Friday, December 17, 2010

Tech Transfer Issues Could Hold Up Indian Fighter Buy

Aerospace Daily-Av Week
Dec 17, 2010

NEW DELHI — Evidence is growing that the downselect decision for India’s Medium Multi-Role Combat Aircraft (MMRCA) may not be announced until the fourth quarter of 2011, with the holdup centered on terms for technology transfer.

India requires that any aircraft or weapons system introduced into service successfully clear all tests, trials and evaluations. All the MMRCA candidates have completed user trials, including weapons validations, technical
and maintenance evaluations.

They are currently being evaluated on their proposals for industrial offsets, with technology transfer next up. Only when this process produces a short list will their commercial offers be evaluated.

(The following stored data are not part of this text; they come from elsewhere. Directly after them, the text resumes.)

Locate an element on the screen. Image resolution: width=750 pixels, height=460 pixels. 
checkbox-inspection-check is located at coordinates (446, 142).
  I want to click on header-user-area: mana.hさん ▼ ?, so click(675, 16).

Technology transfer terms must be completed with the main contract, a defense official explained. India requires that licensed production of the aircraft, including engines, accessories, radars, systems and tooling, be
covered by the tech transfer proposal.

The ministry holds refusal rights on any specific item and suppliers must provide full life-cycle product support.

The MMRCA contract will provide for 126 aircraft and is the largest military procurement pending in India.It has drawn bids based on the MiG-35, Dassault’s Rafale, Eurofighter, the Saab G ripen, Boeing’s F/A-18E/F
and Lockheed Martin’s F-16.

Vendors, who were supposed to have their evaluations completed last April, have already been required to extend or revise their bids through next April because the selection process became bogged down. If the defense ministry is not able to complete its downselect process by then, vendors will have to resubmit their bids and another year’s delay will ensue.

That raises the prospect that swings in currency rates could significantly change the value of the bids, given that rates are determined not when bids are received but when the commercial evaluation begins.